2268364162 Waves Of Change 2009: Water Kisses

2268364162 Waves of change

Water kisses the pier, a nautical scent in the air, sun glowing brilliantly in a pale blue sky.
Just outside Williams Coffee Pub at Pier 8 on the west harbour, tourists pose for photos by a soaring steel sculpture, while at a table a young woman named Faye reads her Bible. She lives near Gage Park. “I like the open space, being close to the water, feeling the breeze,” Faye says. Wind ripples the book’s thin pages she’s reading from Genesis. In the beginning, or at least in the 1980s, you couldn’t be down here on the water at the harbour at all. These bad old days of the west harbour are fresh in the minds of those with longer memories, but for most that history is fading fast. Questions loom over where it all goes from here, but the city’s waterfront parks have become hot spots where each year one million people — that’s million — buy mochaccinos and ice cream and tickets for boat rides and trolleys, and honey garlic at Wingfest. That’s just the annual tally from “points of sale,” not counting those who flock to the harbour and don’t crack their wallets. Look at the kids playing in Pier 4 Park atop a grounded tugboat, called the Bayport, that in its youth in the 1940s towed warships around Halifax Harbour.
Hear laughter as they dance in the water of the splash pad beside it. Those kids were not present at the creation, not yet born, when it all turned around, 16 years ago.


# WHAT YOU SHOULD DO
For this exercise, write out each entry below exactly, omitting the images.

# THE DATA

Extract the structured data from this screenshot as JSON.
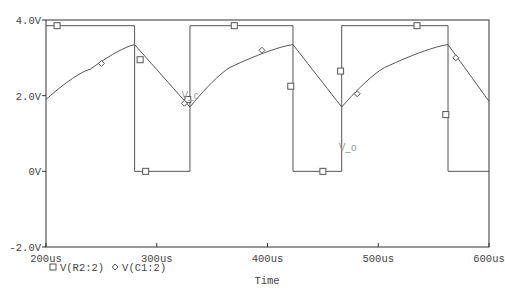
{
  "chart_data": {
    "type": "line",
    "title": "",
    "xlabel": "Time",
    "ylabel": "",
    "xlim": [
      200,
      600
    ],
    "ylim": [
      -2.0,
      4.0
    ],
    "x_unit": "us",
    "grid": false,
    "x_ticks": [
      "200us",
      "300us",
      "400us",
      "500us",
      "600us"
    ],
    "y_ticks": [
      "4.0V",
      "2.0V",
      "0V",
      "-2.0V"
    ],
    "legend": [
      {
        "marker": "square",
        "label": "V(R2:2)"
      },
      {
        "marker": "diamond",
        "label": "V(C1:2)"
      }
    ],
    "legend_position": "bottom-left",
    "annotations": [
      {
        "text": "V_c",
        "x": 325,
        "y": 1.9
      },
      {
        "text": "V_o",
        "x": 467,
        "y": 0.55
      }
    ],
    "series": [
      {
        "name": "V(R2:2)",
        "marker": "square",
        "x": [
          200,
          280,
          280,
          330,
          330,
          423,
          423,
          467,
          467,
          563,
          563,
          600
        ],
        "values": [
          3.85,
          3.85,
          0,
          0,
          3.85,
          3.85,
          0,
          0,
          3.85,
          3.85,
          0,
          0
        ]
      },
      {
        "name": "V(C1:2)",
        "marker": "diamond",
        "x": [
          200,
          240,
          280,
          330,
          370,
          423,
          467,
          510,
          563,
          600
        ],
        "values": [
          1.9,
          2.7,
          3.35,
          1.7,
          2.8,
          3.35,
          1.7,
          2.8,
          3.35,
          1.85
        ]
      }
    ]
  }
}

# RESPONSE BOX
Extract the structured data from this screenshot as JSON.
{
  "chart_data": {
    "type": "line",
    "title": "",
    "xlabel": "Time",
    "ylabel": "",
    "xlim": [
      200,
      600
    ],
    "ylim": [
      -2.0,
      4.0
    ],
    "x_unit": "us",
    "grid": false,
    "x_ticks": [
      "200us",
      "300us",
      "400us",
      "500us",
      "600us"
    ],
    "y_ticks": [
      "4.0V",
      "2.0V",
      "0V",
      "-2.0V"
    ],
    "legend": [
      {
        "marker": "square",
        "label": "V(R2:2)"
      },
      {
        "marker": "diamond",
        "label": "V(C1:2)"
      }
    ],
    "legend_position": "bottom-left",
    "annotations": [
      {
        "text": "V_c",
        "x": 325,
        "y": 1.9
      },
      {
        "text": "V_o",
        "x": 467,
        "y": 0.55
      }
    ],
    "series": [
      {
        "name": "V(R2:2)",
        "marker": "square",
        "x": [
          200,
          280,
          280,
          330,
          330,
          423,
          423,
          467,
          467,
          563,
          563,
          600
        ],
        "values": [
          3.85,
          3.85,
          0,
          0,
          3.85,
          3.85,
          0,
          0,
          3.85,
          3.85,
          0,
          0
        ]
      },
      {
        "name": "V(C1:2)",
        "marker": "diamond",
        "x": [
          200,
          240,
          280,
          330,
          370,
          423,
          467,
          510,
          563,
          600
        ],
        "values": [
          1.9,
          2.7,
          3.35,
          1.7,
          2.8,
          3.35,
          1.7,
          2.8,
          3.35,
          1.85
        ]
      }
    ]
  }
}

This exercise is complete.